Music Consumption and Technological Eclecticism: Investigating Generation Y’s Adoption and Uses of Music Technologies
From the 1950s
onwards, the relationship between generation and technology has frequently been
associated with moments of cultural change (Böethius, 1995). In this respect,
the cohort of individuals born between the early 1980s and the mid-1990s, often
depicted as ‘Generation Y’ in journalistic accounts, vernacular discourse and
increasingly so in academic literature (see for instance, in the case of
sociology, Lee & Cook, 2015), finds itself at a particularly significant
moment of cultural transformation, experiencing the time of their youth, from
the early 1990s to the early 2000s, as one that witnessed the rapid emergence
of digital technology, particularly in relation to modes of music consumption.
The discourse frequently attached to the ‘digital age’ contends that a quickly rising tide swept young individuals along with it, transforming them into ‘digital natives’ (Facer & Furlong, 2001) who have adopted digital technologies and abandoned other forms of technology (see Granjon & Combes, 2009). The association of these two arguments forms the basis for what some have called a ‘digital revolution’ (see Bylin, 2014). That young individuals who were among the first adopters of digital music technologies should continue to forge an attachment with the analogue technologies of their parents’ generation becomes easier to fathom when exploring uses of technology within an empirical context of everyday experiences.
The discourse frequently attached to the ‘digital age’ contends that a quickly rising tide swept young individuals along with it, transforming them into ‘digital natives’ (Facer & Furlong, 2001) who have adopted digital technologies and abandoned other forms of technology (see Granjon & Combes, 2009). The association of these two arguments forms the basis for what some have called a ‘digital revolution’ (see Bylin, 2014). That young individuals who were among the first adopters of digital music technologies should continue to forge an attachment with the analogue technologies of their parents’ generation becomes easier to fathom when exploring uses of technology within an empirical context of everyday experiences.
For youth of this generation, the
everyday context was coloured by a generation-wide learning (and eventually,
relearning) of technological capacities, beginning life and moving through
childhood in an analogue era and assuming teenage identities just as the first
domestic digital technologies started to become available.
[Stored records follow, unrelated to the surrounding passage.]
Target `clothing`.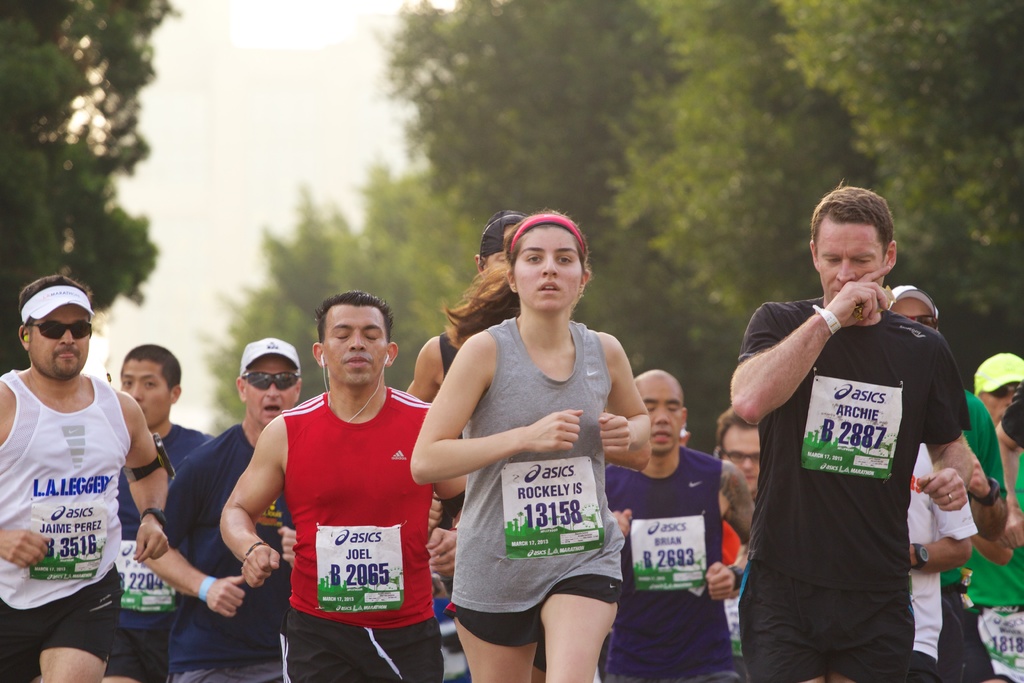
Target region: left=255, top=372, right=430, bottom=654.
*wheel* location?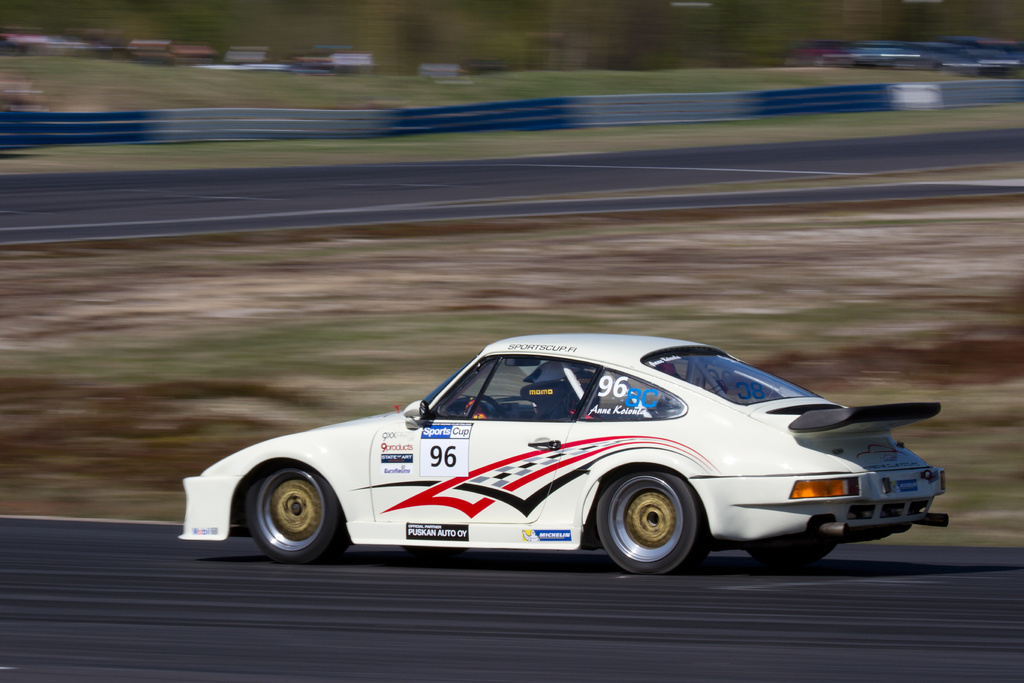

With particular reference to
music listening technologies, the purpose of this article is to investigate,
from an empirical perspective, how individuals belonging to Generation Y have
developed a relationship with both analogue and digital technology to fashion a
material and aesthetic sensibility of ‘technological eclecticism’, which
translates into a range of consumption practices that inscribe music in the various
spaces and times of everyday life, as well as embedding them in the materiality
of music technologies. Specifically, we interrogate a moment in the history of
recorded music—the advent of digital technologies—in order to pinpoint how new
technological options and artefacts are adopted and diffused within the life
narratives of individuals.
This article is divided into five
sections. In the first section, literature on issues related to the
often-assumed interconnection between youth, music, and technology to develop a
more critical perspective on the often taken for-granted account in theories of
consumption that music technologies replace one another in a more or less neat
chronological succession are explored and assessed. In the second section, methodological
aspects of the empirical research informing this article are detailed.
The third section of the article
discusses our empirical data and introduces the notion of materially and
technologically differentiated modes of music consumption. The fourth section
discusses the use of ‘technological eclecticism’ and its generationally encoded
aspects, while the fifth and final section of the article explores the
necessity of understanding the biographies of music technologies as intertwined
with individuals’ generational narratives.